Over time, a half a million troops would occupy the country, advancing from beyond the country’s borders after an ostensibly successful round of negotiations concluded earlier in the month, coming an unexpected shock to the people of Czechoslovakia who believed that their interpretation of socialism, a mixed system that held protections for individual freedoms of expression might be the way forward. The Soviets saw the push for political liberalisation and move towards decentralisation of economic and foreign policy as a threat to the Eastern Bloc’s cohesion as a unified front against bourgeois values.

baby’s on fire

Duck Soup directs our attention to an interesting meta-study whose aim is to explore the notion of a winning-streak and whether or not there’s something to idea of success having momentum.
I’ve been wondering myself about the more accustomed inertia of regression and how much of a boost one win can give one to persevere—which to a degree makes sense as a universal truth but research inserts factor chance back into the equation, demonstrating that perhaps counterintuitively that successes come at random intervals.
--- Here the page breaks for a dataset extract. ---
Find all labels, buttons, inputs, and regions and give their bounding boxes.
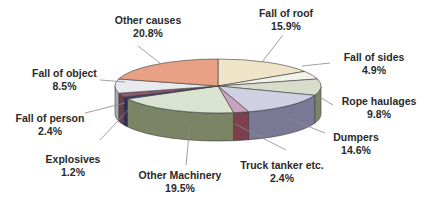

Surveying the careers of thousands through the lens of one of the biggest winning-streaks of science, Albert Einstein’s prolific Annus Mirabilis (previously here, here and here), researchers found that despite the overarching random nature of when fortune visits, back-to-back triumphs do indeed seem to occur and accrue in all fields.

canonical consent

Though possibly polyandrous on the actress’ part in light of her earlier, coerced nuptials with Betelgeuse, we learn that the co-stars of the 1992 Francis Ford Coppula adaptation of Bram Stoker’s Dracula—Keanu Reeves and Winona Ryder—might have actually been married during the movie’s production.  Shot in Romania, the ceremony was reportedly presided over by an authentic priest who may or may not have understood his role on set. While the likelihood of a marriage considered legal and binding without the backing of substantiating documents strikes one as the stuff of sitcom tropes, it’s nonetheless a fun bit of trivia to consider and speculate if there are instances of fictional matrimony having legal consequence.